When setting the terminationGracePeriodSeconds, please note the following:

  • The kubelet always honors the probe-level terminationGracePeriodSeconds field ifit is present on a Pod.

  • If you have existing Pods where the terminationGracePeriodSeconds field is set andyou no longer wish to use per-probe termination grace periods, you must deletethose existing Pods.

For example:

spec: terminationGracePeriodSeconds: 3600 # pod-level containers: - name: test image: ... ports: - name: liveness-port containerPort: 8080 livenessProbe: httpGet: path: /healthz port: liveness-port failureThreshold: 1 periodSeconds: 60 # Override pod-level terminationGracePeriodSeconds # terminationGracePeriodSeconds: 60

Probe-level terminationGracePeriodSeconds cannot be set for readiness probes.It will be rejected by the API server.

What's next

  • Learn more aboutContainer Probes.

You can also read the API references for:

  • Pod, and specifically:
    • container(s)
    • probe(s)
Configure Liveness, Readiness and Startup Probes (2024)
Top Articles
Latest Posts
Article information

Author: Prof.
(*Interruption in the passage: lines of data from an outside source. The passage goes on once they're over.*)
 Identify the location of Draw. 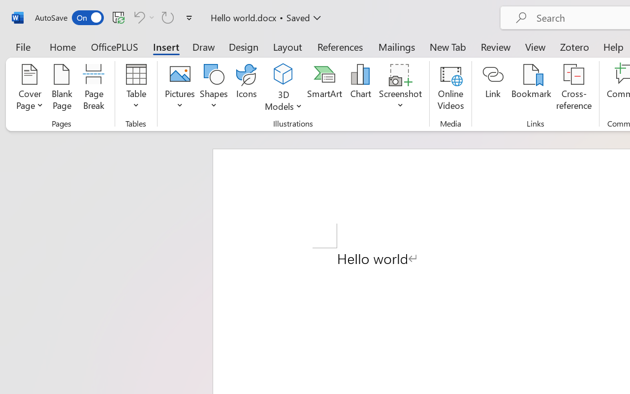
(204, 46).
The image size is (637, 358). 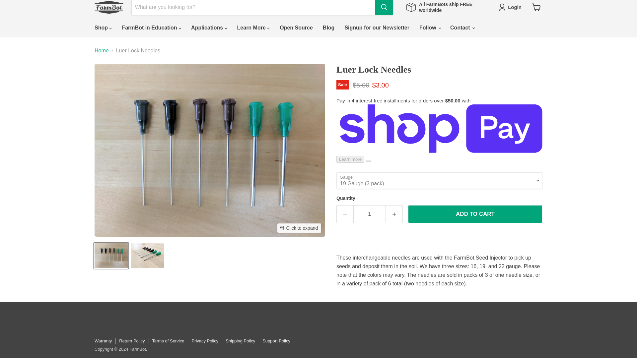 What do you see at coordinates (537, 7) in the screenshot?
I see `View cart` at bounding box center [537, 7].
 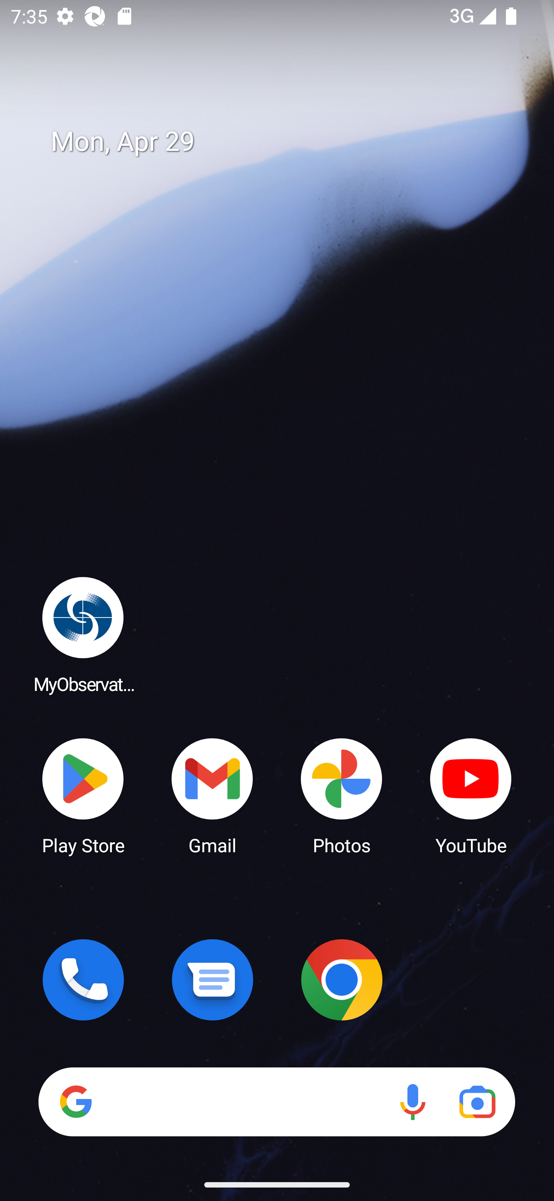 I want to click on YouTube, so click(x=471, y=795).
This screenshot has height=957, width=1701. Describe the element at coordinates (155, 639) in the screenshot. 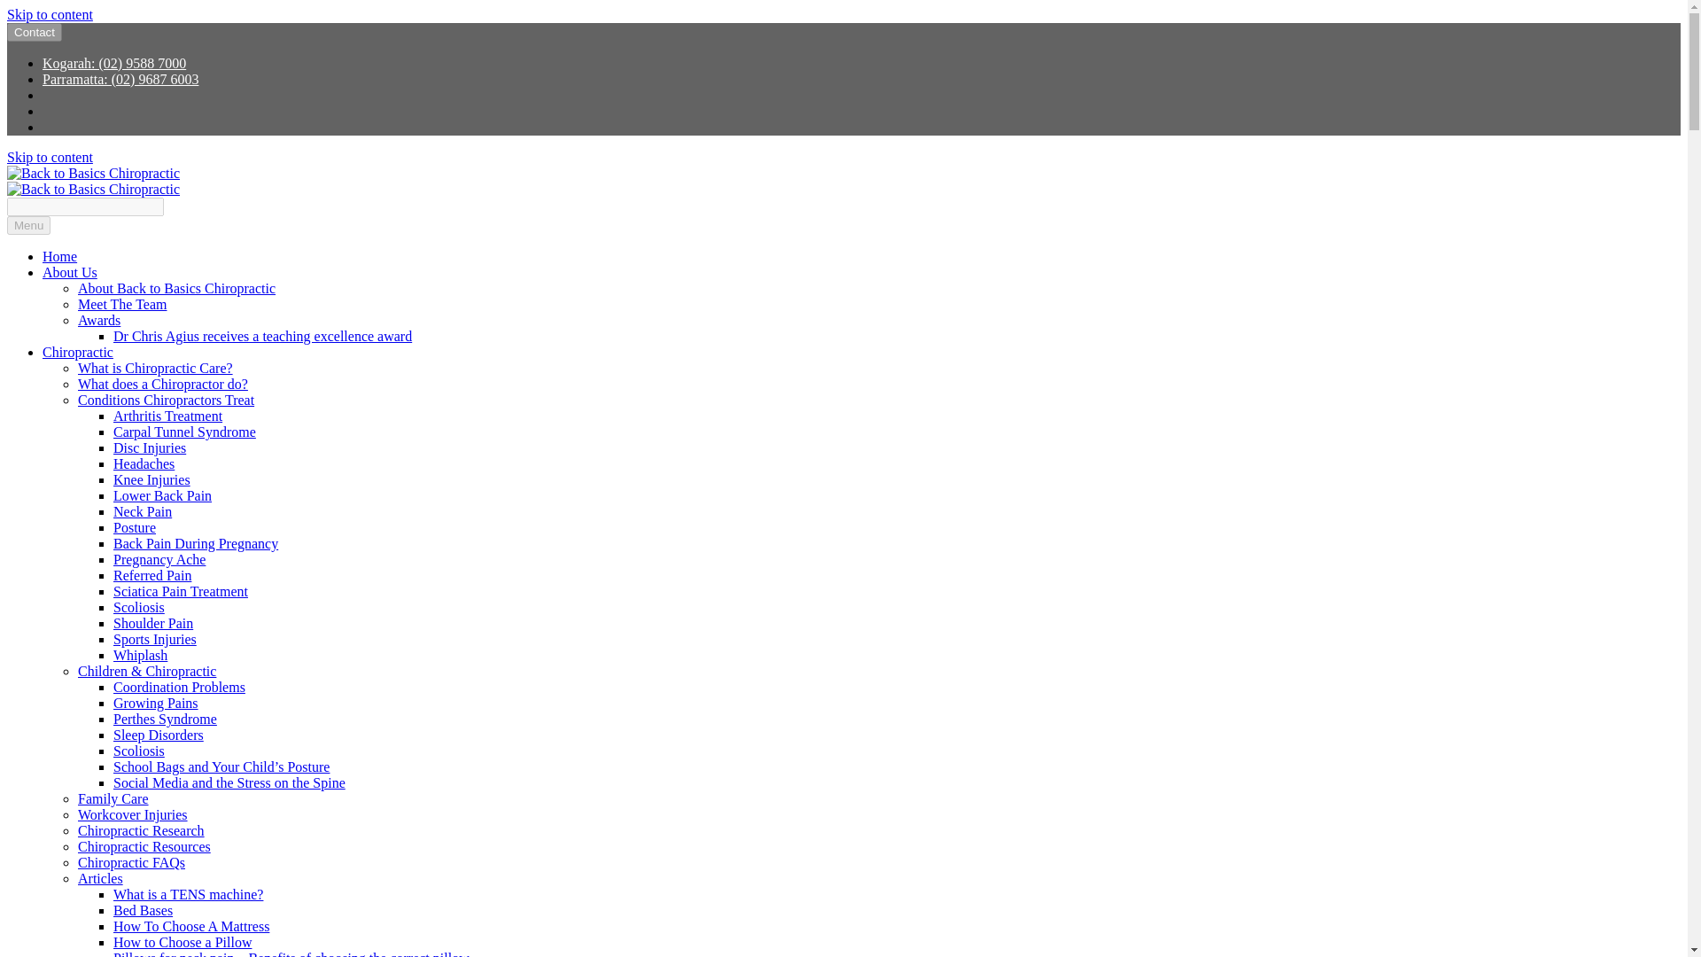

I see `Sports Injuries` at that location.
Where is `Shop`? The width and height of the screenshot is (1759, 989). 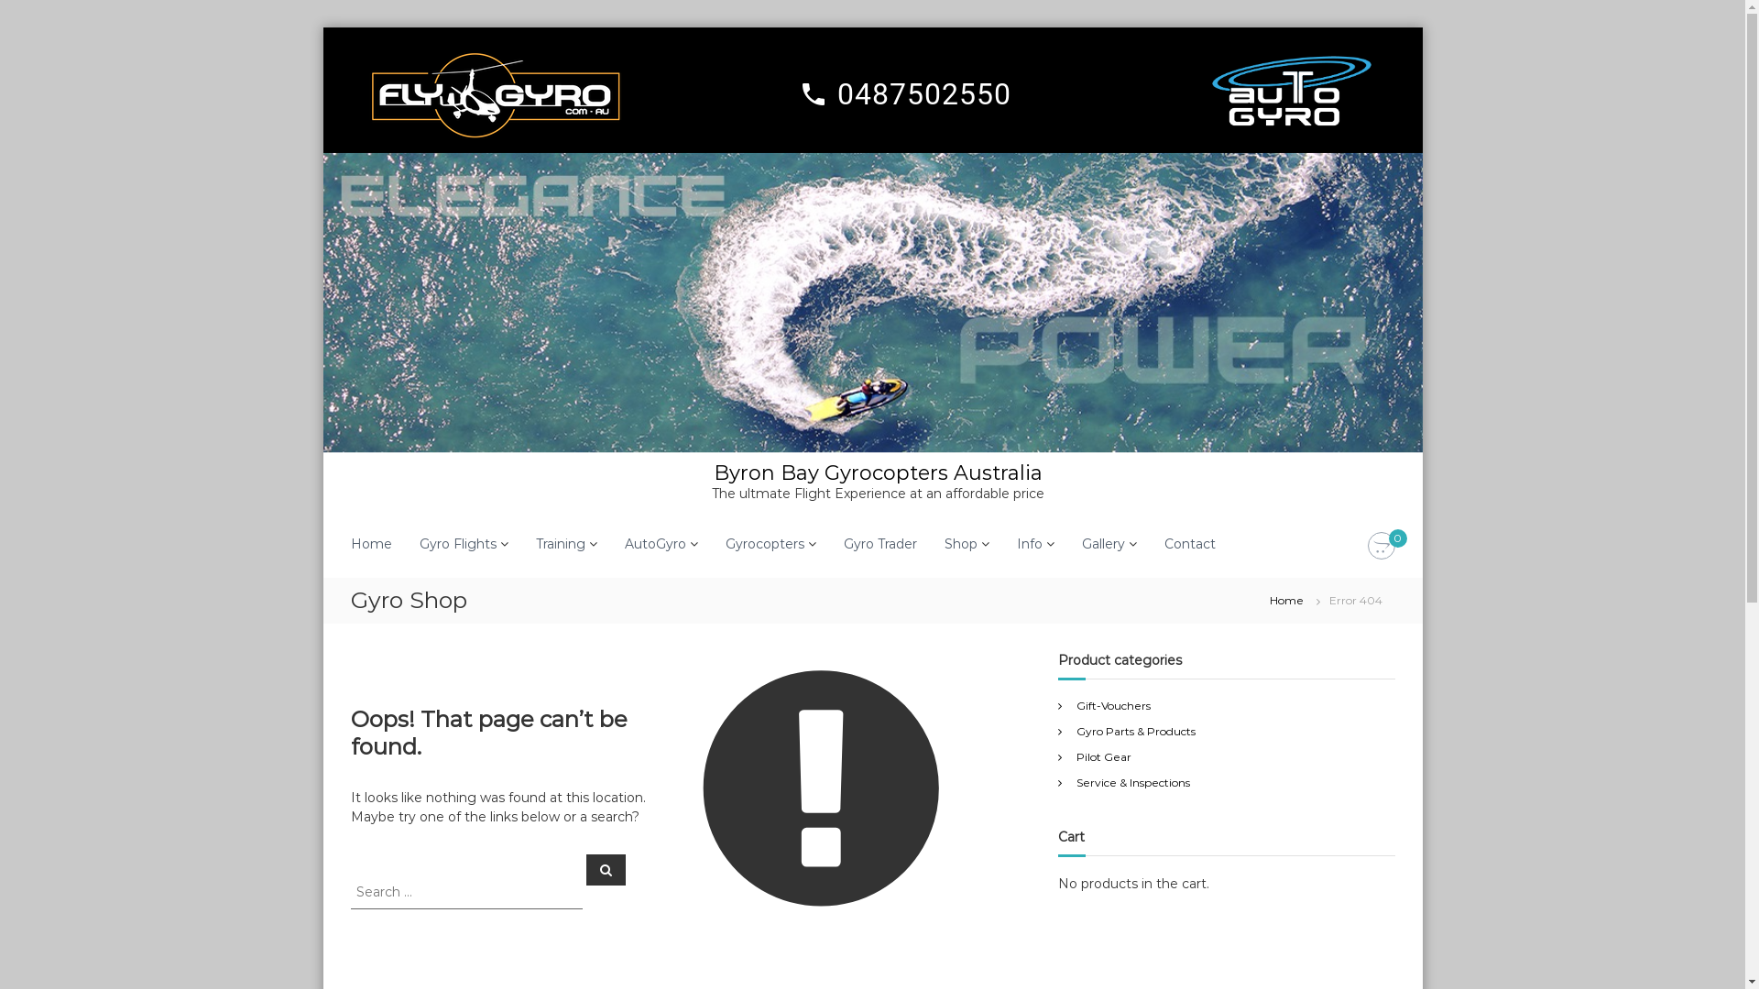
Shop is located at coordinates (960, 544).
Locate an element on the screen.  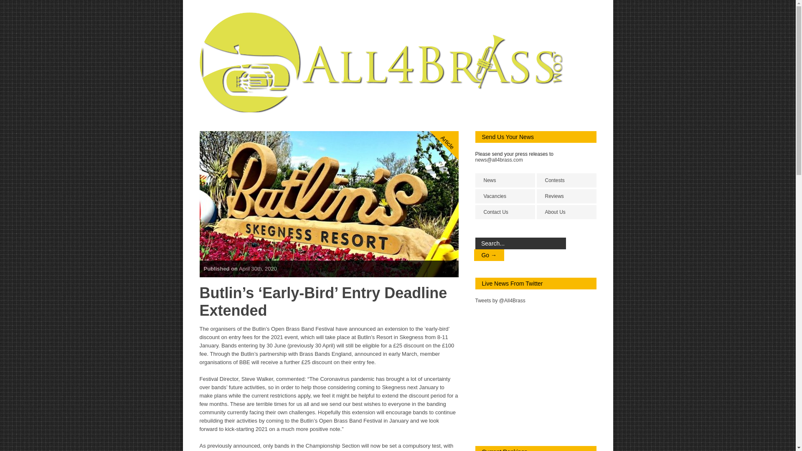
About Us is located at coordinates (566, 212).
An Powlowski

Last Updated:

Views: 6322

Rating: 4.3 / 5 (64 voted)

Reviews: 95% of readers found this page helpful

Author information

Name: Prof. An Powlowski

Birthday: 1992-09-29

Address: Apt. 994 8891 Orval Hill, Brittnyburgh, AZ 41023-0398

Phone: +26417467956738

Job: District Marketing Strategist

Hobby: Embroidery, Bodybuilding, Motor sports, Amateur radio, Wood carving, Whittling, Air sports

Introduction: My name is Prof. An Powlowski, I am a charming, helpful, attractive, good, graceful, thoughtful, vast person who loves writing and wants to share my knowledge and understanding with you.